Black Women's Intellectual Traditions

ebook Speaking Their Minds

By Kristin B. Waters

cover image of Black Women's Intellectual Traditions

Sign up to save your library

With an OverDrive account, you can save your favorite libraries for at-a-glance information about availability. Find out more about OverDrive accounts.

   Not today

Find this title in Libby, the library reading app by OverDrive.

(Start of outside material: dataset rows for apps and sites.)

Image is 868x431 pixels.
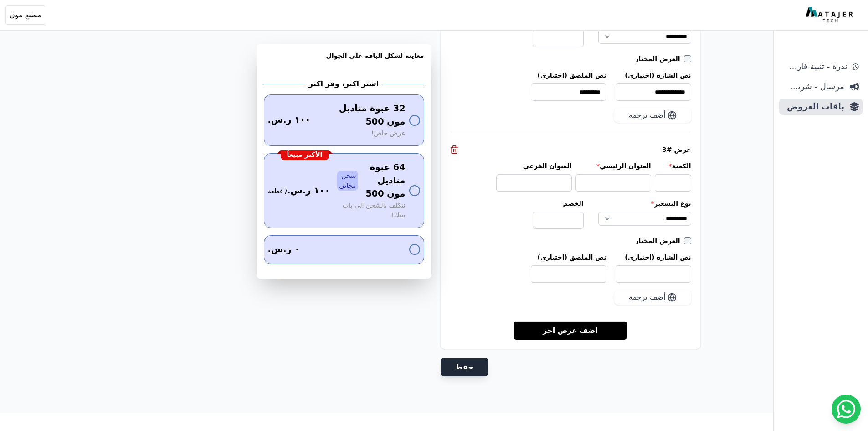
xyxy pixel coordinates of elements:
span: 32 عبوة مناديل مون 500 [318,102,405,128]
label: العنوان الرئيسي [576,161,651,171]
label: العرض المختار [635,55,684,63]
span: ٠ ر.س. [268,243,301,257]
label: نص الملصق (اختياري) [532,71,607,80]
span: نتكلف بالشحن الى باب بيتك! [337,201,405,221]
label: الخصم [532,199,584,208]
div: الأكثر مبيعاً [281,150,329,160]
button: أضف ترجمة [614,108,692,123]
label: نص الشارة (اختياري) [615,253,692,262]
span: أضف ترجمة [630,292,666,303]
span: شحن مجاني [337,171,358,191]
span: ١٠٠ ر.س. [268,184,331,197]
button: حفظ [441,358,488,376]
span: 64 عبوة مناديل مون 500 [362,161,406,200]
span: أضف ترجمة [630,110,666,121]
label: العنوان الفرعي [497,161,572,171]
label: العرض المختار [635,237,684,245]
label: نص الشارة (اختياري) [615,71,692,80]
span: باقات العروض [783,100,844,113]
label: نص الملصق (اختياري) [532,253,607,262]
span: عرض خاص! [371,128,406,139]
bdi: / قطعة [268,188,287,195]
span: مرسال - شريط دعاية [783,80,844,93]
h2: اشتر اكثر، وفر اكثر [309,78,379,90]
h3: معاينة لشكل الباقه علي الجوال [264,51,424,71]
div: عرض #3 [450,145,692,154]
button: مصنع مون [6,6,45,25]
a: اضف عرض اخر [514,322,628,340]
label: الكمية [655,161,692,171]
span: ١٠٠ ر.س. [268,113,311,126]
span: ندرة - تنبية قارب علي النفاذ [783,60,847,73]
img: MatajerTech Logo [806,7,856,24]
span: مصنع مون [9,9,41,21]
label: نوع التسعير [598,199,692,208]
button: أضف ترجمة [614,290,692,305]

Download Libby on the App Store Download Libby on Google Play

Search for a digital library with this title

Title found at these libraries:

Library Name Distance
Loading...

An astonishing wealth of literary and intellectual work by nineteenth-century black women is being rediscovered and restored to print in scholarly and popular editions. In Kristin Waters's and Carol B. Conaway's landmark edited collection, Black Women's Intellectual Traditions: Speaking Their Minds, sophisticated commentary on this rich body of work chronicles a powerful and interwoven legacy of activism based in social and political theories that helped shape the history of North America. The book meticulously reclaims this American legacy, providing a collection of critical analyses of the primary sources and their vital traditions. Written by leading scholars, Black Women's Intellectual Traditions is particularly powerful in its exploration of the pioneering thought and action of the nineteenth-century black woman lecturer and essayist Maria W. Stewart, abolitionist Sojourner Truth, novelist and poet Frances Ellen Watkins Harper, educator Anna Julia Cooper, newspaper editor Mary Ann Shadd Cary, and activist Ida B. Wells. The distinguished contributors are Hazel V. Carby, Patricia Hill Collins, Karen Baker-Fletcher, Kristin Waters, R. Dianne Bartlow, Carol B. Conaway, Olga Idriss Davis, Vanessa Holford Diana, Evelyn Simien, Janice W. Fernheimer, Michelle N. Garfield, Joy James, Valerie Palmer-Mehta, Carla L. Peterson, Marilyn Richardson, Evelyn M. Simien, Ebony A. Utley, Mary Helen Washington, Melina Abdullah, and Lena Ampadu. The volume will interest scholars and readers of African-American and women's studies, history, rhetoric, literature, poetry, sociology, political science, and philosophy.